Writers-in-Residence of 2025-2026

Writers-in-Residence of 2025-2026

The University Library is happy to welcome to campus our first two writers-in-residence of 2025-2026 under the Hellenic Research Fellowship Program! Anna Moschovakis is an award-winning New York-based writer, editor, translator, publisher, teacher, and designer. Her most recent book is An Earthquake Is a Shaking of the Surface of the Earth, a Novel (Soft Skull, 2024). Her current project is (tentatively) titled The Seventh Book, or, Prudence and Elektra in '24, a book of fiction containing elements of research-based nonfiction and autobiography significantly rooted in Greek (especially Athenian and Cretan) culture and history, as well as histories of migration and exile from these places to California and Utah. More specifically, the areas of research include folk music, women's experiences, mining, labor struggles, herbal-medicinal knowledge, and the effects of trauma through generational and geographic shifts. More on Anna can be found at https://badutopian.com/.

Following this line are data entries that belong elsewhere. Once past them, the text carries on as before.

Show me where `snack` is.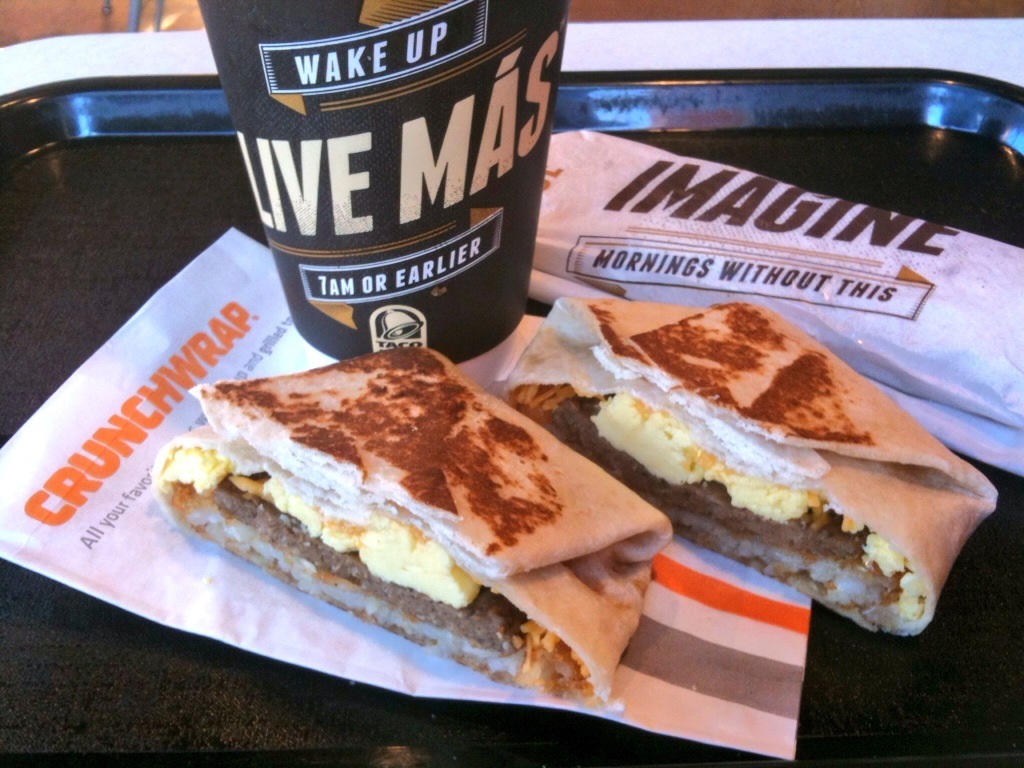
`snack` is at bbox=[426, 284, 998, 641].
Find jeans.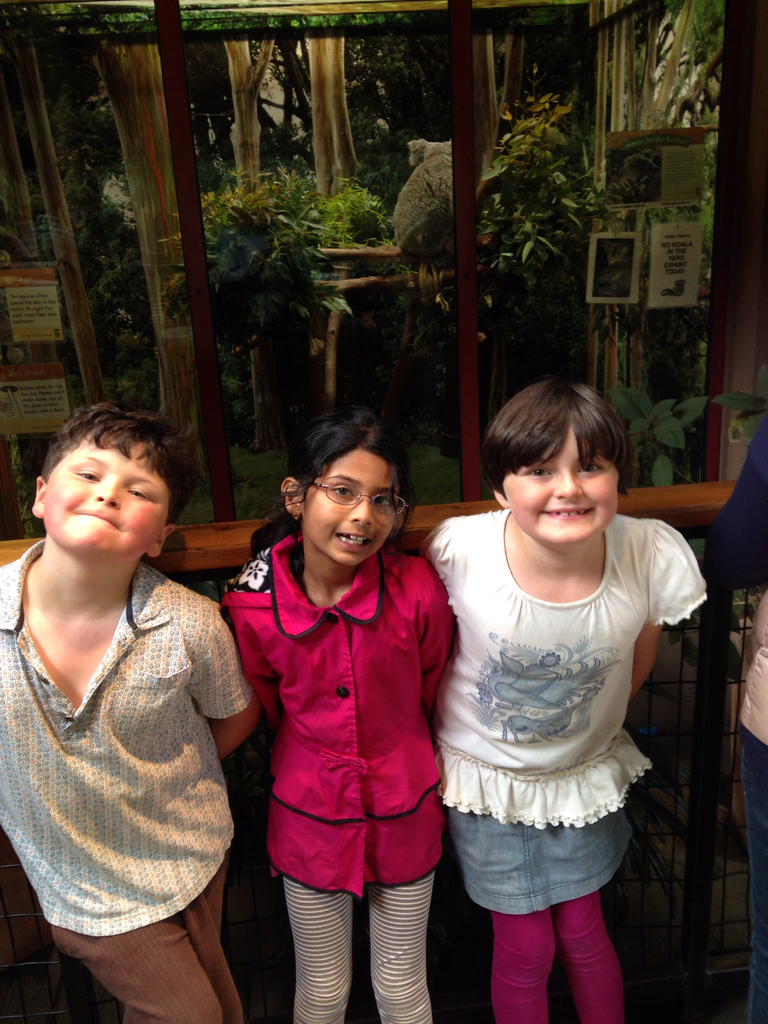
locate(742, 726, 767, 1023).
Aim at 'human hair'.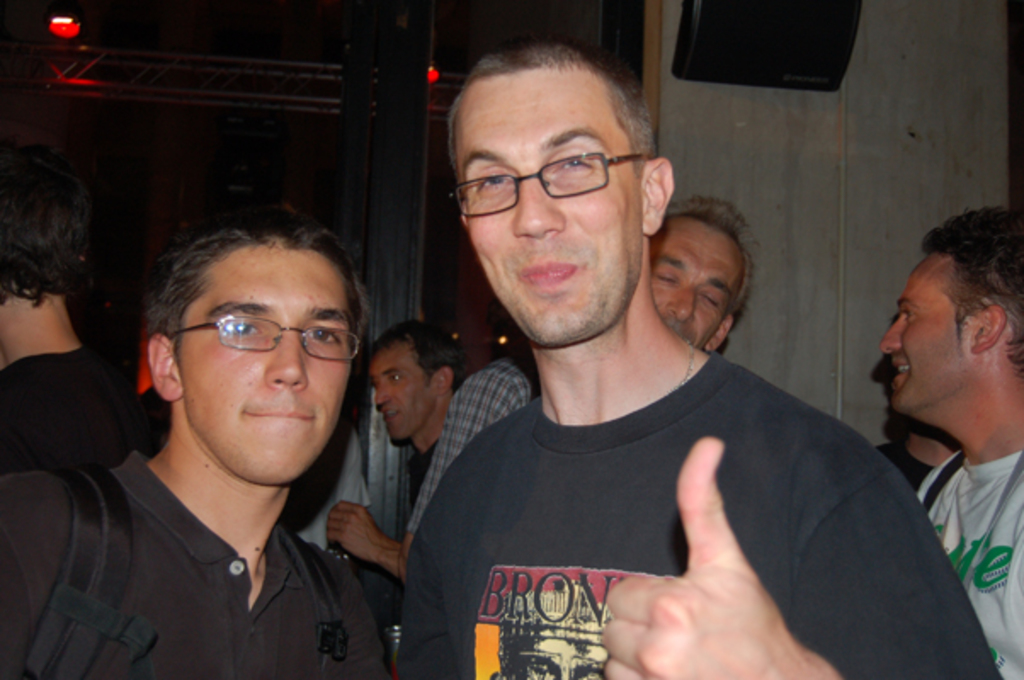
Aimed at detection(446, 42, 662, 170).
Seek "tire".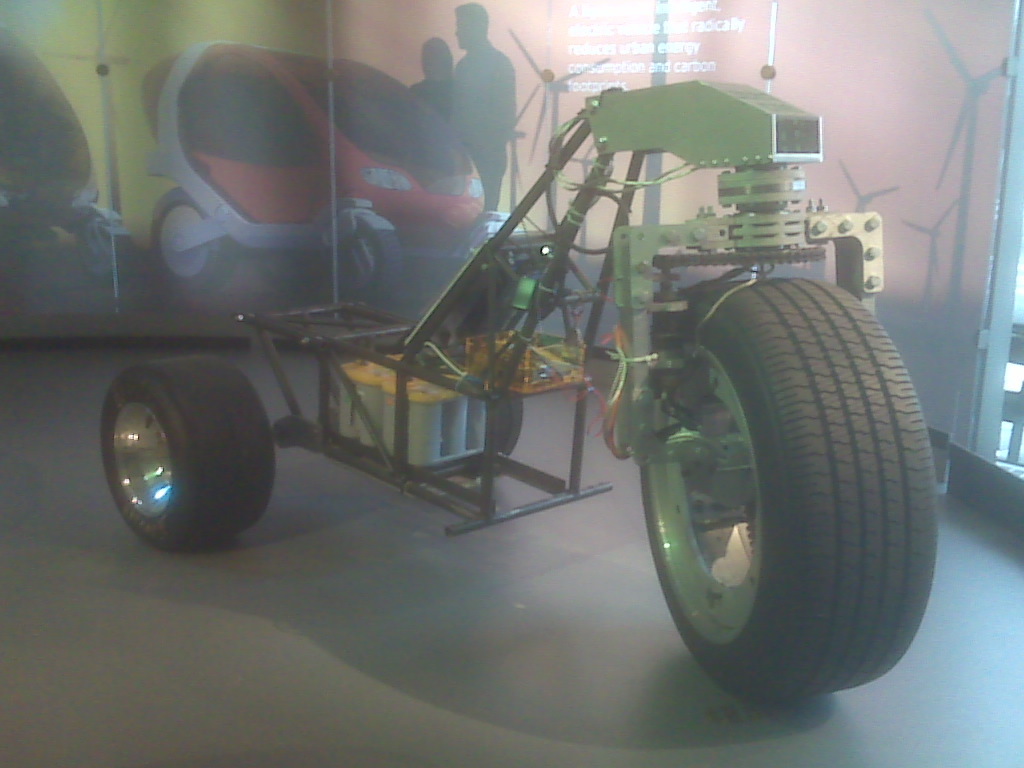
bbox=(97, 352, 279, 551).
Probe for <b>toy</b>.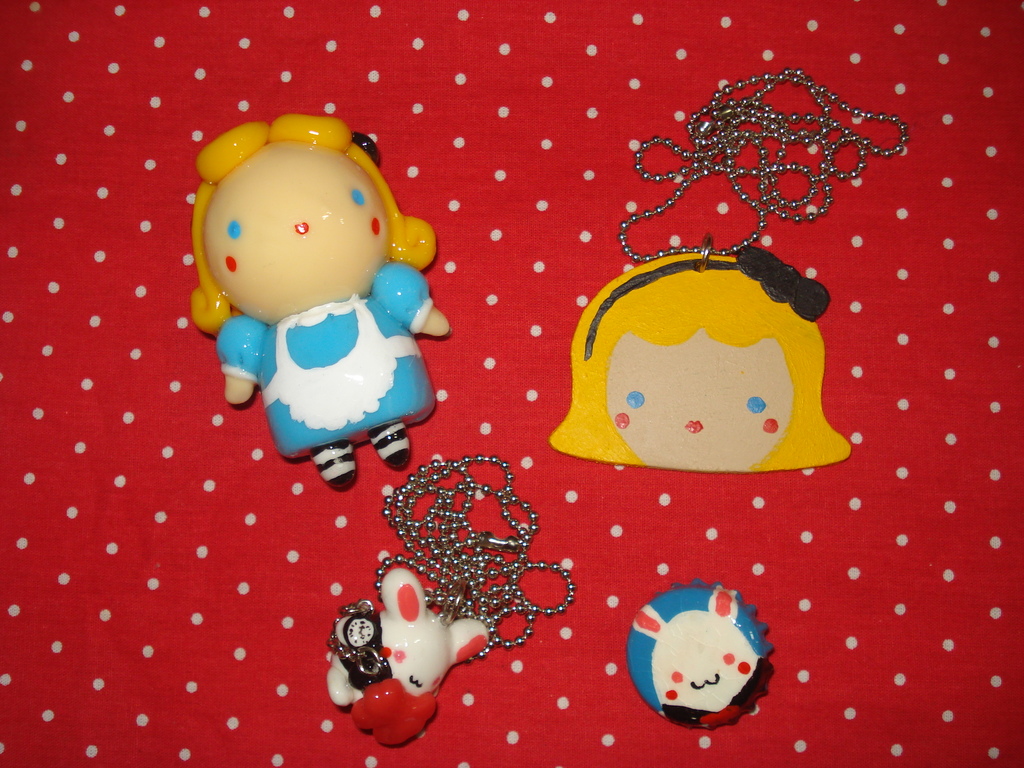
Probe result: (631,571,774,733).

We also welcome Alexandra Kostoulas, an award-winning writer of poetry, fiction, and journalism based in San Francisco. She is the founder of the San Francisco Creative Writing Institute and publisher of the Mid-Market News. Her most recent book of poetry is titled Leaving Los Angeles, the third collection in a trilogy about a young poet's coming-of-age. Her current project is titled Persephone Stolen, a return novel centered on a modern retelling of the Persephone myth that weaves in themes of Greek-American identity, the Persephone myth, intergenerational matriarchy and stolen artifacts in a magical realism-infused story about a young woman named Persephone who goes on a quest to save her family home from foreclosure and ends up in an unexpected place. More on Alexandra can be found at https://www.alexandrakostoulas.com/.

Anna and Alexandra will give a joint reading of their works in progress on Friday, Mar. 27, 2026 at 7 p.m. at the Sacramento Poetry Center (1719 25th Street). The reading is free and open to the public, and limited free onsite and street parking are available.